Tag Archives: Jalav/Amazon Warrior

An Oath to Mida

Hermetic Library Fellow T Polyphilus reviews An Oath to Mida [Amazon, Local Library] by Sharon Green, book 2 in the Jalav/Amazon Warrior series.

Green An Oath to Mida

I read this a couple of months ago, and held off on reviewing it — because, honestly, I’m embarrassed to have read the whole thing. I was looking for something trashy, but this was really awful. The story is told from the perspective of the amazon savage “war leader” Jalav, in a constructed idiom (and rather unconventional English syntax) to emphasize her alienation from the relatively medieval society in which she is sojourning. Her language alienated me too. Although she learned to read in the course of this novel, Jalav still called chairs, tables, and beds “platforms,” and lanterns were “boxes with lights in them.” Men and women were always and only “males” and “females.” The words ‘day’ and ‘night’ were eliminated, to be replaced with “feyd” and “darkness.” 

The plot is terribly slow, and Jalav is a captive for most of the book. She gets raped and beaten many times, and the “oath” of the title is her coerced swearing by her goddess Mida that she will obey a certain man, who subsequently domesticates her and passes her around to his pals. There’s plenty of psychological and cultural justification for the sequence of events. Then, at the end, the pace picks up considerably, culminating in Jalav’s ultimate rape by a demon-god, with the apparent connivance of Mida. 

It seems that this book (the second in a series of five) is intended to establish a set of affections and enmities that will motivate the remainder of a saga. But, ugh.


ASSIGNMENT: Find every line below with the word "from". Then give only how many there are.

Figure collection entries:
■ ■ ■ ■ ■ ■ ■

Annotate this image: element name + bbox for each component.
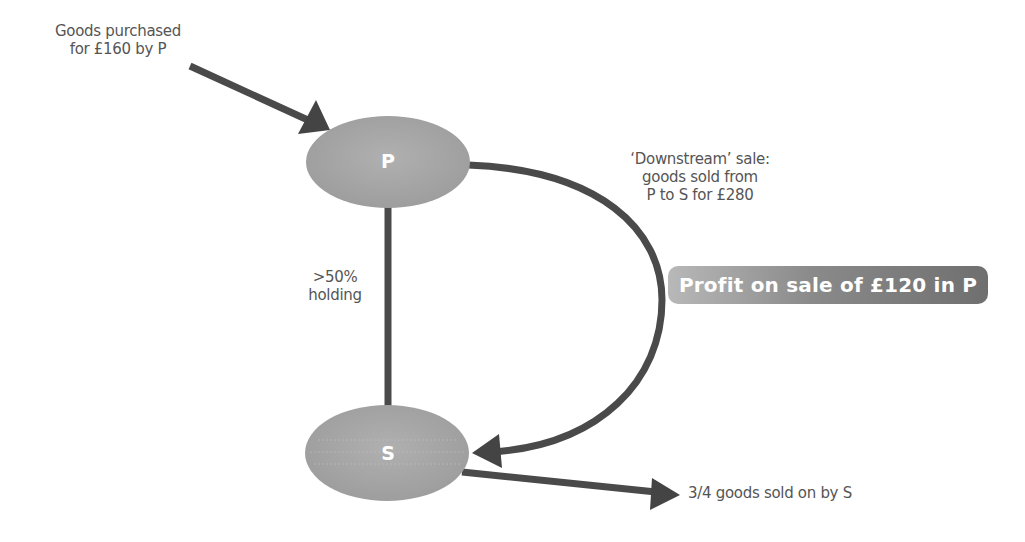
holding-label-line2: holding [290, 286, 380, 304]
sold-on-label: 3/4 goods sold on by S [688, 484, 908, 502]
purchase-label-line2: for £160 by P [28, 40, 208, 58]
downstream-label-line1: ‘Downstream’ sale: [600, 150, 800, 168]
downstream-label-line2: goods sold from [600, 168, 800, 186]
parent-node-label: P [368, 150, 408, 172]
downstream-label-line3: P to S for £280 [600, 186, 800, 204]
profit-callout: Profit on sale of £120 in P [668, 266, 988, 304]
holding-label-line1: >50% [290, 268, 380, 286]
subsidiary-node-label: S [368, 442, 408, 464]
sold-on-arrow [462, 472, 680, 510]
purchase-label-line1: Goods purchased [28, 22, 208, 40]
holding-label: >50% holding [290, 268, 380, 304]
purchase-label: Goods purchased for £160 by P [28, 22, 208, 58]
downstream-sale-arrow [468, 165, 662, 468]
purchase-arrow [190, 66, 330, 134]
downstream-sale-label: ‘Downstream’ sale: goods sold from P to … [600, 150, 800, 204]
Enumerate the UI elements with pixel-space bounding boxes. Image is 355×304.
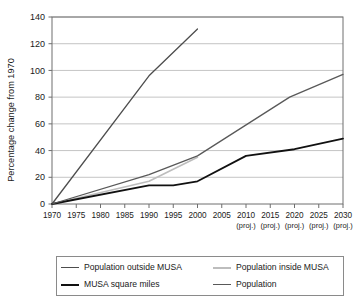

■ ■ ■ ■ ■ ■ ■

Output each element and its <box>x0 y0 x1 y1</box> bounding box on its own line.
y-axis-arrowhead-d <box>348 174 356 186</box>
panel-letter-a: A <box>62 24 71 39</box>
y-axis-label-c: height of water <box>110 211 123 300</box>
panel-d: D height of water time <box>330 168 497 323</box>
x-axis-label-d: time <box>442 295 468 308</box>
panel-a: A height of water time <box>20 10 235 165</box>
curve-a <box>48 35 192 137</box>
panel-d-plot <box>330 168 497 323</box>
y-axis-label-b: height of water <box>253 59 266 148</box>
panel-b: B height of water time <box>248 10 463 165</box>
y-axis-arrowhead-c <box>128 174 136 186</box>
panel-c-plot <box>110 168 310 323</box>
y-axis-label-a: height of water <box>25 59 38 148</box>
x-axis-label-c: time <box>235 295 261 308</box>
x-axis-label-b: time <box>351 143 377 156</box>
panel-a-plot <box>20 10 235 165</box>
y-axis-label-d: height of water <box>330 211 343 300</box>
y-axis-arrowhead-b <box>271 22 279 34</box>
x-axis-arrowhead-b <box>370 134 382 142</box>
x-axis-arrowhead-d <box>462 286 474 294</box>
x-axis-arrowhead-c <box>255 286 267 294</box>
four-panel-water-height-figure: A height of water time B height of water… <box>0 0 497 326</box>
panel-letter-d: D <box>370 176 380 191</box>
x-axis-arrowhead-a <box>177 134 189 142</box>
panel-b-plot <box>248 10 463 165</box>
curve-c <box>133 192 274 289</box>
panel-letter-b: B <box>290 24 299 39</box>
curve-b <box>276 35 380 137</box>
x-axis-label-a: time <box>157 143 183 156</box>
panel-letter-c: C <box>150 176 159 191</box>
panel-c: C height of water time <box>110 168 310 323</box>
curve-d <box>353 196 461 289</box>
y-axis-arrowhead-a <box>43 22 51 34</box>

■ ■ ■ ■ ■ ■ ■

TASK RESPONSE: 2